DL Townes v Beth Harmon, Queen’s Gambit, 2020 (See diagram)
Chess-playing websites all credit a pair of factors for the phenomenal growth in activity over the last two years: the worldwide pandemic and the popularity of The Queen’s Gambit series on Netflix.
The world’s most active site, chess.com, has more than 75 million members, including 2.3 million in Canada. Every day about four million people sign in.
“More than half our members have joined just this last year,” says Laura Nystrom, spokesperson for the Los Angeles-based website. While one quarter of all its members are in the U.S., India accounts for eight per cent followed by the U.K. at five per cent, Brazil at 3.5 and Canada at 3.2.

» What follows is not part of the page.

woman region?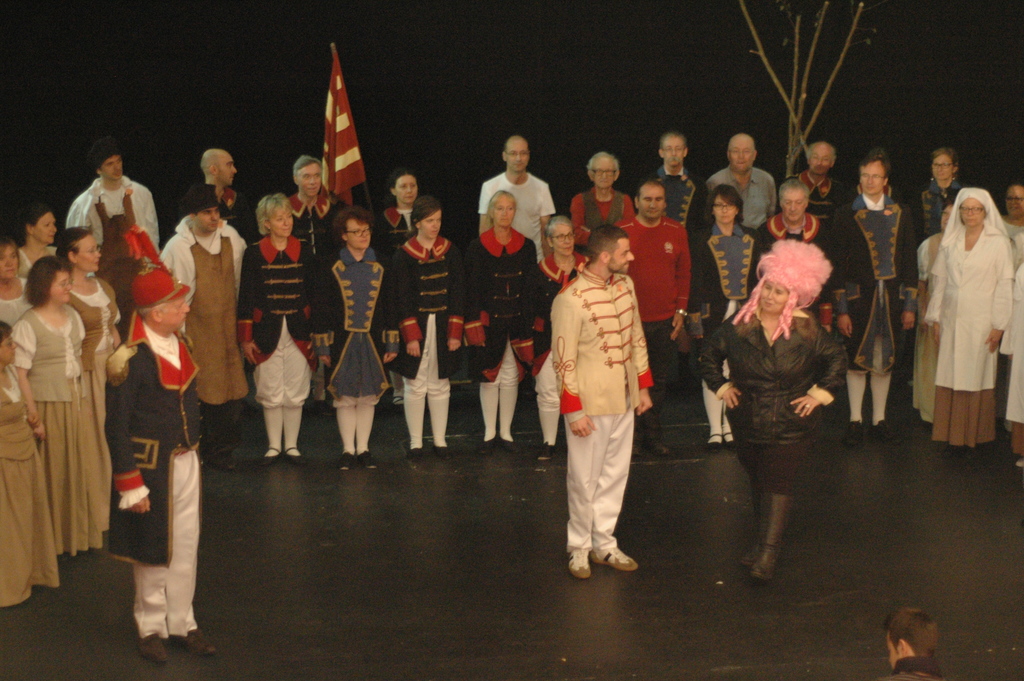
<region>7, 201, 66, 276</region>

Nystrom says that at its peak, the site featured more than 11 million games a day with as many as 600,000 concurrent players.
Another interesting trend is that female participation has gone from 24 per cent pre-pandemic, to 34 per cent.
Millions of other players are engaging every day on a variety of other platforms, including Lichess, Chess24, Playchess and many more. That’s not surprising, since even in pre-pandemic days it was estimated that more than 600 million people worldwide played chess.
Answer: 1. … Kg7! 2.Rh5 Kg6 and no matter where the Rook goes, it is lost.